Filmmakers are often inspired by real events. Sometime they merely use them as a backdrop for their fictional story, à la “Titanic.” Other times the real events are the story, as in biopics like “Walk the Line.” But to make a movie based on unsolved murders from some 20 years ago is a bit unusual. By definition, with an unsolved crime, you’ve given away the ending, or non-ending, as the case may be. Writer and director Bong Joon-ho took such a gamble, and it paid off quite nicely with his masterful 2003 film, “Memories of Murder.”

Based on a series of gruesome serial killings that started in 1986 in rural South Korea, “Memories of Murder” became one of the country’s top-grossing films of 2003, going on to win that year’s Grand Bell Award (the Korean equivalent of the Best Picture Oscar). It stars Song Kang-ho (from “Shiri” and a number of Park Chan-wook’s films, including “Joint Security Area” and “Sympathy for Mr. Vengeance”) as Park, the blustery detective in charge of a particularly brutal murder case. His rough, macho tactics may have worked on the petty activities of the local village in the past, but when faced with the magnitude of these horrific crimes, it is clear he is in over his head.

Of course he’s none too happy when Seo, a more experienced detective from Seoul (played by popular stage actor Kim Sang-kyung), joins in the investigation. Seo dismisses detective Park’s brutal techniques, such as beating false confessions out of suspects, as counterproductive, especially as the murders keep mounting. Seo’s methodical, more scientific approach relies on gathering and analyzing evidence, such as noting that all the murders occur on rainy nights. When a female police officer also discovers another unusual coincidence, even Park realizes that they have some legitimate clues to help them solve the case.

But finding the true killer proves difficult. Their best chance comes with a DNA sample found at a crime scene. But DNA analysis is still a new technique in the mid-’80s, especially in rural Korea, so Park and Seo are obliged to send their evidence to the United States to be properly tested. When the results come back negative, they are both crushed, and their roles are reversed, with Seo on the verge of shooting a suspect in order to come to some sort of sense of justice. A brief, but powerful epilogue, set 17 years later, reveals how haunted the detectives have become by the unsolved cases.

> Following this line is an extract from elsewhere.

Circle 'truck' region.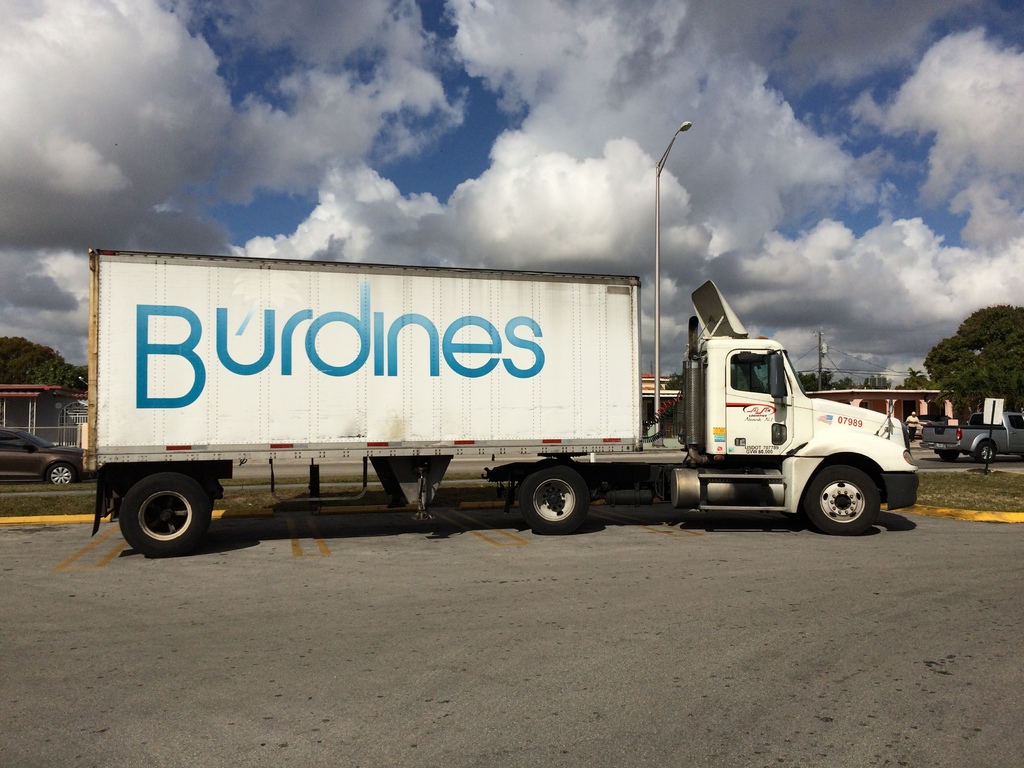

By leaving the film open-ended, some could criticize Bong’s film as being unsatisfying and incomplete. Nonetheless, the film’s gorgeous cinematography is unassailable. The rustic farmlands, a towering factory and the shadowy police station all lend brooding ambience to the story. The subtle references to South Korea’s social climate of the ’80s — from civil unrest (backup police officers are often not available, as they are busy suppressing political protests) to sexism (despite discovering a crucial clue, the female officer is mainly asked to make coffee for the other cops) to the rampant police brutality — allow the director to create a definite sense of place and time. And despite the unresolved nature of the story, Bong does leave some tantalizing clues for the viewer to ponder over.